New Feature Preserves Geometry Associativity in Ansys Mechanical Release 2023R1
In many industries, including aerospace, defense, automotive, power generation, oil and gas, and power electronics, simulation software Ansys Mechanical is reputed for its ability to work with CAD geometry through meshing, contacts, constraints, solving, parameterization, and optimization.
Product design engineers running simulations will typically conduct multiple analyses with design changes on the underlying geometry until a final optimal design satisfying the structural or thermal objectives is achieved. When editing the geometry, associativity in Mechanical to materials, contacts, mesh settings, and constraints can potentially be completely lost or become underdefined. In such cases, the engineer will typically see multiple question marks in the Mechanical outline tree because of lost associativity. The engineer then will have to go through each of the associativity changes and fix them manually in order to complete and re-run the simulation. This could lead to longer model building time, especially in complex assemblies. Geometry Associativity in 2023 R1 Mechanical alleviates this problem by automatically detecting and re-establishing scoping.

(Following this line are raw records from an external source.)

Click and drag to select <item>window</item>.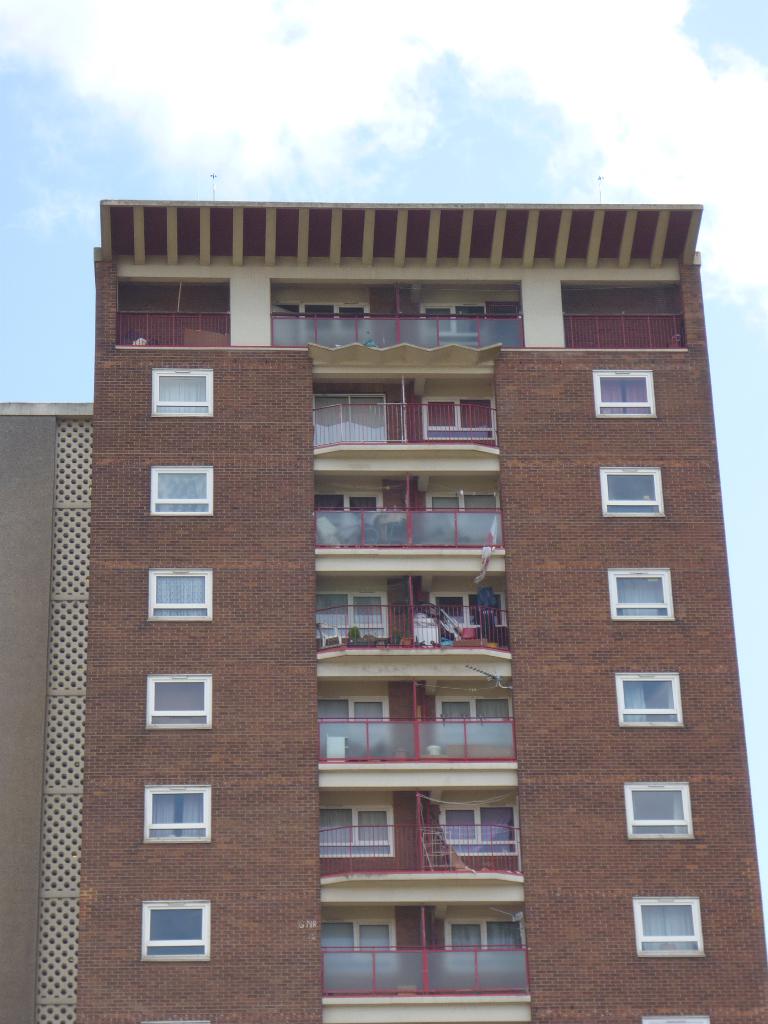
Selection: bbox=[141, 900, 214, 965].
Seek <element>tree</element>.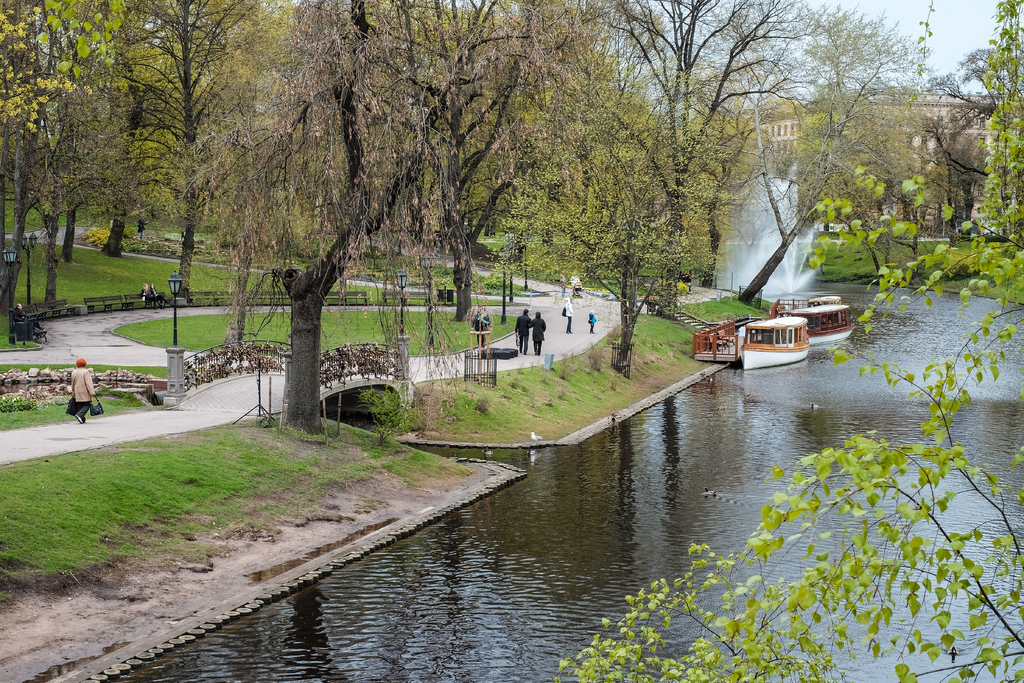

New Geometry Associativity Feature Alleviates Manual Scoping
This new geometry associativity feature introduces a scoping wizard tool. The scoping wizard tool automatically detects all geometry changes that become lost during an update and reestablish scoping. This feature is on by default. It also has an ‘Automatic Scoping Update’ preference which allows the application to automatically correct geometry-based scoping that becomes lost following a geometry update.
Figure 1. Geometry Associativity Scoping Wizard
How Does the Geometry Associativity Feature Work?
When an updated geometry model is refreshed in Mechanical, various parts of the geometry are color coded depending on the associativity. The engineer can then work their way through the list to visualize which pieces have been reassociated and what has not been scoped automatically. Items which Mechanical locates and can be automatically reassociated are colored green, items with multiple matches are colored yellow and items which are unable to be automatically reassociated are colored red. Furthermore, the worksheet uses the color scheme to indicate if one or more of the conditions exist, such as the Named Selection, ‘AllFaces’, in the example shown below that displays all three colors.
Figure 2. Efficiently reestablish associativity after editing a CAD model using the new Scoping Wizard.
Once the scoping wizard is selected all objects with unresolved scoping are listed in the worksheet pane as well as the model tree. The feature can also be accessed via the context (right click) based menu. A Fix All Scoping option allows the engineer to automatically correct all recovered scoping.
The Scoping Wizard pane enables the engineer to:
- Change display settings, fix scoping, show an information pane, and zoom on a scoping.
- View a list of unresolved objects.
- Filter the list based on object name or number of unresolved scoping.
- Navigate through long lists of unresolved objects.
Figure 3. Connection objects with unresolved scoping
If an engineer double-clicks a table row, or selects an unresolved object in the tree, the pane shows information specific to the object and its (unresolved) scoping. The following example shows a Contact Region that has lost scoping. The panel displays the object type/name (Contact Region), the number of unresolved geometric entities, whether the application identified a scoping match, and the original application-assigned ID for the entities. The first item in the worksheet is selected by default, and the parts are highlighted in the geometry window.
Figure 4. Example of a contact region with lost scoping
As with any new feature, Geometry Associativity does have limitations which may be addressed in future releases. The feature does not yet recover mesh-based (node, element-face, element) scoping.
The geometry associativity feature automatically detects geometry scoping that becomes lost during geometry or design updates and offers users a tool for automatically re-establishing and fixing most detectable changes. This reduces model building time with design/geometry changes especially with large, complex models. Engineers spend less time manually re-scoping after design changes and more time optimizing their designs, leading to accelerated time to market and more robust product designs.